DSA Consultation - Act Now

The government wants to cut the software that helps disabled students study. But you can stop them.

The UK Department for Education is proposing to strip most assistive technology from Disabled Students' Allowance, without consulting a single disabled student. The consultation is open. Your response matters.

The DfE made this proposal without consulting a single disabled student. The consultation is your chance to change that, and the more of us who respond, the harder we are to ignore.

Consultation Closes:
28 June 2026

What’s Happening

DSA funds the tools that make studying possible.

Disabled Students' Allowance is the funding scheme that helps disabled students access higher education on equal terms. Part of what it funds is assistive software — text-to-speech tools, mind mapping apps, screen readers, note-taking software.

For many disabled students, these tools aren't extras. They're how you get through a lecture, finish an essay, and manage your workload. They're how you study.

The Department for Education is now proposing to remove most of this software from DSA funding. Their justification? That free alternatives exist.

Free tools aren’t assistive technology. They just aren’t.

The Reality

Assistive technology is built around how disabled students actually think, process, and learn. It's not a feature — it's a design philosophy. A free, general-purpose tool built for everyone is not built for you.

Free Tools

Built for the average user. Designed for general productivity. Not built around disability, cognition, or specific learning needs.

Assistive Technology

Built around how disabled students actually work. Designed with specific conditions, workflows, and needs at its core.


▶ Description of the task
Every line of the material must be set down again without alteration.

▶ Records for this exercise
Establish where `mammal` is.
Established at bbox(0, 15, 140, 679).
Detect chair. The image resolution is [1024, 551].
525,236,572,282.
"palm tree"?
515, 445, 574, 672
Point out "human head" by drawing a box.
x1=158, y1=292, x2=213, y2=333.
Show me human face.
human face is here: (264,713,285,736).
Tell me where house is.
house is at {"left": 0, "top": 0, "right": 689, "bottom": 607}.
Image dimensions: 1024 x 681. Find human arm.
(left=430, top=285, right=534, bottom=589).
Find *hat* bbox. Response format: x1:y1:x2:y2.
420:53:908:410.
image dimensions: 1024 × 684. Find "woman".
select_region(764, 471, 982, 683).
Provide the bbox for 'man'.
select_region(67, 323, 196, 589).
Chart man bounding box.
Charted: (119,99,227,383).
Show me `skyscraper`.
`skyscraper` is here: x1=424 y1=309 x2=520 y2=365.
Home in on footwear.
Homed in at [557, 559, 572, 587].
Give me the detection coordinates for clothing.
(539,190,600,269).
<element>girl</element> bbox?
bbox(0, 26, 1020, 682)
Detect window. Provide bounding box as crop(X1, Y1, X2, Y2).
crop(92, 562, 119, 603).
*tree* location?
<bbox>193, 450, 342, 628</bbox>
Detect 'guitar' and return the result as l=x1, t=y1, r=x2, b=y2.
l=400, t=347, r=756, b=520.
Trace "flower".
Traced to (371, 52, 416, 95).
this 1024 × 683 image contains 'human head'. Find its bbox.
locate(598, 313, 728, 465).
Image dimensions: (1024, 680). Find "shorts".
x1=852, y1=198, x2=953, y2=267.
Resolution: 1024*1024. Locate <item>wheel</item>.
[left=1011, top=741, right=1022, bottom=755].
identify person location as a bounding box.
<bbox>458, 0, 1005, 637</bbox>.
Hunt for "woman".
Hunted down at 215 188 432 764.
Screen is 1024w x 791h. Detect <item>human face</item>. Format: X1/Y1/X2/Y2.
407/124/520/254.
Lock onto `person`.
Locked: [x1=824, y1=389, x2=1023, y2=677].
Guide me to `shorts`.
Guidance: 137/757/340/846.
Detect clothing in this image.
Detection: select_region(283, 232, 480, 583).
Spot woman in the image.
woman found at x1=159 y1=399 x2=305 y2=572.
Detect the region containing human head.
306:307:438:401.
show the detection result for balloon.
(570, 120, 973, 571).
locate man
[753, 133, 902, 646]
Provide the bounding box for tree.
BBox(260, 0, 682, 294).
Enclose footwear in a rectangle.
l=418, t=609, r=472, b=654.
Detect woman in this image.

▶ Result for this exercise
Establish where `mammal` is.
Established at bbox(0, 15, 140, 679).
Detect chair. The image resolution is [1024, 551].
525,236,572,282.
"palm tree"?
515, 445, 574, 672
Point out "human head" by drawing a box.
x1=158, y1=292, x2=213, y2=333.
Show me human face.
human face is here: (264,713,285,736).
Tell me where house is.
house is at {"left": 0, "top": 0, "right": 689, "bottom": 607}.
Image dimensions: 1024 x 681. Find human arm.
(left=430, top=285, right=534, bottom=589).
Find *hat* bbox. Response format: x1:y1:x2:y2.
420:53:908:410.
image dimensions: 1024 × 684. Find "woman".
select_region(764, 471, 982, 683).
Provide the bbox for 'man'.
select_region(67, 323, 196, 589).
Chart man bounding box.
Charted: (119,99,227,383).
Show me `skyscraper`.
`skyscraper` is here: x1=424 y1=309 x2=520 y2=365.
Home in on footwear.
Homed in at [557, 559, 572, 587].
Give me the detection coordinates for clothing.
(539,190,600,269).
<element>girl</element> bbox?
bbox(0, 26, 1020, 682)
Detect window. Provide bounding box as crop(X1, Y1, X2, Y2).
crop(92, 562, 119, 603).
*tree* location?
<bbox>193, 450, 342, 628</bbox>
Detect 'guitar' and return the result as l=x1, t=y1, r=x2, b=y2.
l=400, t=347, r=756, b=520.
Trace "flower".
Traced to (371, 52, 416, 95).
this 1024 × 683 image contains 'human head'. Find its bbox.
locate(598, 313, 728, 465).
Image dimensions: (1024, 680). Find "shorts".
x1=852, y1=198, x2=953, y2=267.
Resolution: 1024*1024. Locate <item>wheel</item>.
[left=1011, top=741, right=1022, bottom=755].
identify person location as a bounding box.
<bbox>458, 0, 1005, 637</bbox>.
Hunt for "woman".
Hunted down at 215 188 432 764.
Screen is 1024w x 791h. Detect <item>human face</item>. Format: X1/Y1/X2/Y2.
407/124/520/254.
Lock onto `person`.
Locked: [x1=824, y1=389, x2=1023, y2=677].
Guide me to `shorts`.
Guidance: 137/757/340/846.
Detect clothing in this image.
Detection: select_region(283, 232, 480, 583).
Spot woman in the image.
woman found at x1=159 y1=399 x2=305 y2=572.
Detect the region containing human head.
306:307:438:401.
show the detection result for balloon.
(570, 120, 973, 571).
locate man
[753, 133, 902, 646]
Provide the bounding box for tree.
BBox(260, 0, 682, 294).
Enclose footwear in a rectangle.
l=418, t=609, r=472, b=654.
Detect woman in this image.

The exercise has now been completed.